Here is what I wrote then:

I, as many others, have been struggling this week with how to respond to the resignation of the well-known and respected preacher due to “moral failure.” The news has knocked me, and so many others for a loop. I led people to the fiery and passionate teaching of the gospel in his books. So how do I, how do we respond when he seemingly fails to live what he taught and preached?

Tuesday I shared a Bible story about a failed king. Today I have returned to some of my favorite quotes from Eugene Peterson on leadership — what makes a good leader, how leaders fail, and the gospel hope for all leadership.

1. Leaders act on faith — believing God is who he says he is.

Faith has to do with marrying the Invisible and the Visible. When we engage in an act of faith as Caleb did, we give up insisting that head knowledge is our primary means of understanding.  Faith isn’t a conclusion we come to simply on the basis of what we see. It’s a conclusion we come to on the basis of who God is….we find that the greater danger wasn’t living by faith but living by unbelief, the way the rest of the nation lived.” Conversations

2. Leaders need true friends.

…someone enters our life who isn’t looking for someone to use, is leisurely enough to find out what’s really going on in us, is secure enough not to exploit our weaknesses or attack our strengths, recognizes our inner life and understands the difficulty of living out our inner convictions, confirms what’s deepest within us. A friend.” Leap over a Wall

3. When catastrophe comes, leaders must strengthen themselves in the Lord. Regarding King David responding to Ziklag in 1 Samuel 30:

…catastrophe brought out the best in David. In the chaos of lamentation, anger, and bitterness, with storm clouds of murder rolling across the horizon, we come across this line: ‘But David strengthened himself in the Lord his God’ (1 Sam. 30:6). David prayed; David worshipped; David called on his pastor, Abiathar, for counsel. David went deep within himself, met God, and found strength and direction to stride into the way of salvation.

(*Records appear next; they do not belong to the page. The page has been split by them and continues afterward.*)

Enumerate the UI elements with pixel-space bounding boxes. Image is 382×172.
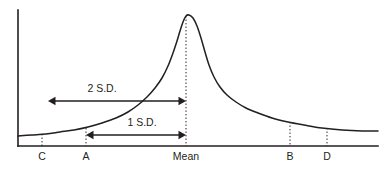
distribution-chart-canvas: 2 S.D. 1 S.D. C A Mean B D	[0, 0, 382, 172]
x-tick-label-d: D	[323, 150, 331, 162]
one-sd-label: 1 S.D.	[127, 116, 156, 128]
distribution-diagram: 2 S.D. 1 S.D. C A Mean B D	[0, 0, 382, 172]
distribution-curve	[18, 15, 378, 136]
tick-dotted-lines-group	[42, 16, 327, 146]
two-sd-arrowhead-right	[179, 97, 187, 105]
two-sd-arrowhead-left	[48, 97, 56, 105]
one-sd-arrowhead-left	[86, 131, 94, 139]
x-tick-label-b: B	[286, 150, 293, 162]
one-sd-arrow	[86, 131, 186, 139]
two-sd-arrow	[48, 97, 186, 105]
x-tick-label-c: C	[38, 150, 46, 162]
x-tick-label-a: A	[82, 150, 89, 162]
x-tick-label-mean: Mean	[173, 150, 199, 162]
one-sd-arrowhead-right	[179, 131, 187, 139]
two-sd-label: 2 S.D.	[87, 82, 116, 94]
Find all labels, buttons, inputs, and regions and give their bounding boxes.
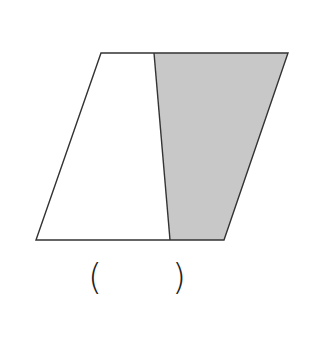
unshaded-trapezoid [36, 53, 170, 240]
answer-blank[interactable] [104, 262, 172, 296]
answer-open-paren: ( [88, 259, 102, 295]
shaded-trapezoid [154, 53, 288, 240]
answer-close-paren: ) [172, 259, 186, 295]
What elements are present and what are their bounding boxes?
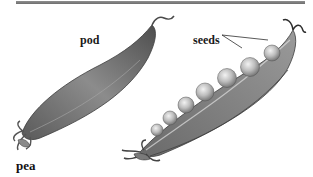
seed <box>151 124 163 136</box>
figure-caption: pea <box>16 158 36 174</box>
seed <box>264 45 280 61</box>
pod-label: pod <box>80 33 99 48</box>
seeds-label: seeds <box>193 33 220 48</box>
seed <box>178 97 194 113</box>
seed <box>196 83 214 101</box>
seed <box>218 69 237 88</box>
pea-illustration <box>0 0 313 177</box>
seed <box>163 111 177 125</box>
seed <box>241 58 260 77</box>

4. A leader is always faced by the temptations common to all mankind: to believe that we are the gods of our own world.

The subtlety of sin is that it doesn’t feel like sin when we’re doing it; it feels godlike, it feels religious, it feels fulfilling and satisfying — a replay of the episode in Eden when the tempter said, ‘Ye shall not die…ye shall be as gods” (Gen. 3:4-5, KJV). David didn’t feel like a sinner when he sent for Bathsheba; he felt like a lover — and what can be better than that? David didn’t feel like a sinner when he sent for Uriah; he felt like a king, and what can be better than that? Somewhere along the line he had withdrawn from the life of worship: adoration of God had receded and obsession with self had moved in.

5. A leader suffers the consequences of his/her sin and others’; the consequences can show themselves as a loss of the truest hope a leader has.

I’m going to guess that during the years of his flinty rejection of Absalom, David was paying less and less attention to God, that his prayers thinned down to a trickle….As he refused intimacy with Absalom, he forfeited intimacy with God. As David was less and less a father, he became less and less human. As he carried out his kingly duties in self-righteous rectitude, he slipped into a godlike role before the people. As he became less compassionate with those around him, he became less passionate with the God within him.

6. A leader’s moral failures are not the central dimension, but they are A dimension.

How we behave and how we think matters. God’s grace doesn’t exempt us from living in common courtesy. God’s initiative doesn’t relieve us of the responsibility of getting out of bed in the morning….Moral wisdom is no less true for not being at the heart of our humanity. The heart of our humanity is God.

7. We are all leaders as servants of Christ. Our only hope is to trust the One who lived a perfectly righteous life.”

David…never got around to loving his enemies the way his descendant Jesus would do it; his morals and manners left a lot to be desired. These aren’t narrated to legitimize bad behavior but are set down as proof that we don’t first become good and then get God. First we get God — and then, over a patient lifetime, we are trained in God’s ways (my emphasis).